Counties urge Congress to delay SNAP cost shift, warn of budget strain
Counties say a SNAP cost shift could saddle New York with at least $168 million in new annual costs, threatening timely benefits and food access for nearly 3 million residents.

County leaders and anti-hunger groups warned that New York’s local safety net could take the hit first if Washington moves ahead with a steep SNAP administrative cost shift this fall. The change would cut the federal share of SNAP administration from 50 percent to 25 percent beginning October 1, 2026, leaving counties and New York City with at least $168 million in new annual costs, according to the New York State Association of Counties.
The warning landed as a budget and service-delivery problem, not just a policy dispute. NYSAC said counties administer SNAP for nearly 3 million New Yorkers, a structure that makes the state unusual and leaves local departments of social services on the front line when federal rules change. NYSAC has urged Congress to delay the shift for two years so counties can plan and build capacity instead of absorbing the cost overnight, and it has also pressed New York State to cover the full expense if the change takes effect as scheduled.

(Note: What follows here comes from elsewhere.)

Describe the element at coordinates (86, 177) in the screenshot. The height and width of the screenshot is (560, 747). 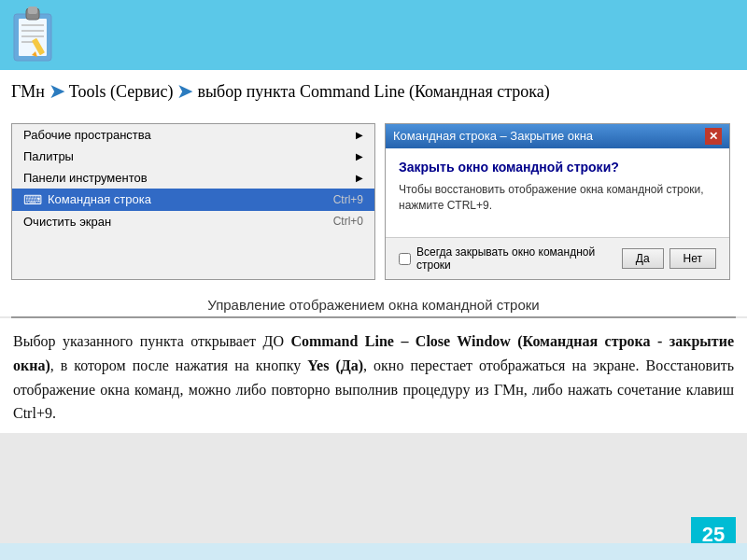
I see `menu-item-toolbars-label: Панели инструментов` at that location.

The issue reached a broader county and hunger-relief audience during an April 30 virtual press conference that featured NYSAC Executive Director Stephen J. Acquario, NYSAC President and Oswego County Administrator Philip Church, Onondaga County Executive and New York State County Executives’ Association President Ryan McMahon, and leaders from the Regional Food Bank of Northeastern New York and Island Harvest. Their presence underscored how quickly an administrative decision can spill into nonprofit food recovery, pantry distribution, and case-processing workloads across the state.

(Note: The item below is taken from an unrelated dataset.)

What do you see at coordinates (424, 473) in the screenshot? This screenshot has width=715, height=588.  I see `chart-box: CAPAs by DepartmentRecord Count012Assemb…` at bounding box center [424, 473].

The New York State Office of Temporary and Disability Assistance said the change stems from the One Big Beautiful Bill Act, signed July 4, 2025, and told social services districts not to implement related changes until OTDA issues guidance. That pause may buy local agencies time on paper, but it does not erase the financial pressure counties say is coming if the federal match falls as planned next year.

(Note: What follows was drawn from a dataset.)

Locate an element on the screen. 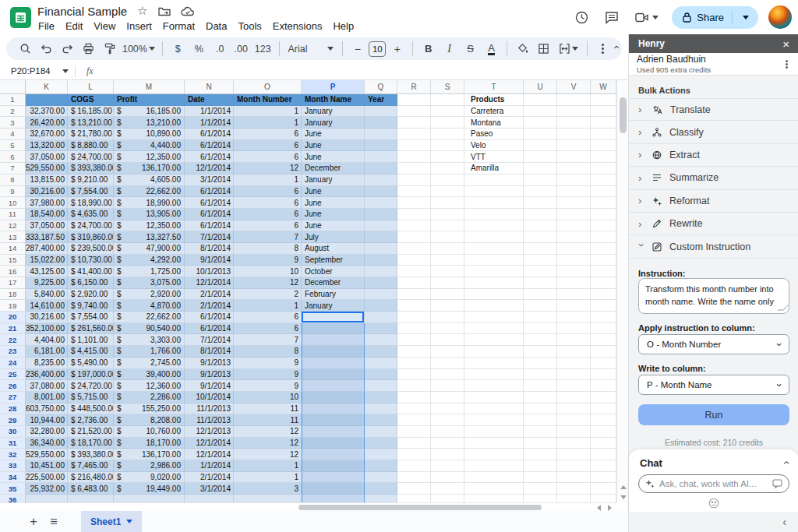  cell-Q5 is located at coordinates (381, 146).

The scale of the risk is already clear in the state’s caseload. The Office of the New York State Comptroller reported that in January 2025, 61 percent of SNAP recipients were in New York City, or about 1.8 million people, while Erie, Monroe and Suffolk counties each had more than 100,000 recipients. Across New York, SNAP brings more than $7 billion in food benefits into households each year.
For food recovery organizations, the downstream effect matters. The Regional Food Bank of Northeastern New York says it serves nearly 1,000 charitable agencies across 23 counties and feeds more than 350,000 people each month. Island Harvest supports 300 community partners on Long Island. If counties are forced to redirect staff time and money to absorb new SNAP costs, those agencies could feel the strain in slower processing, tighter budgets and more households turning to food pantries and volunteer-run food recovery programs.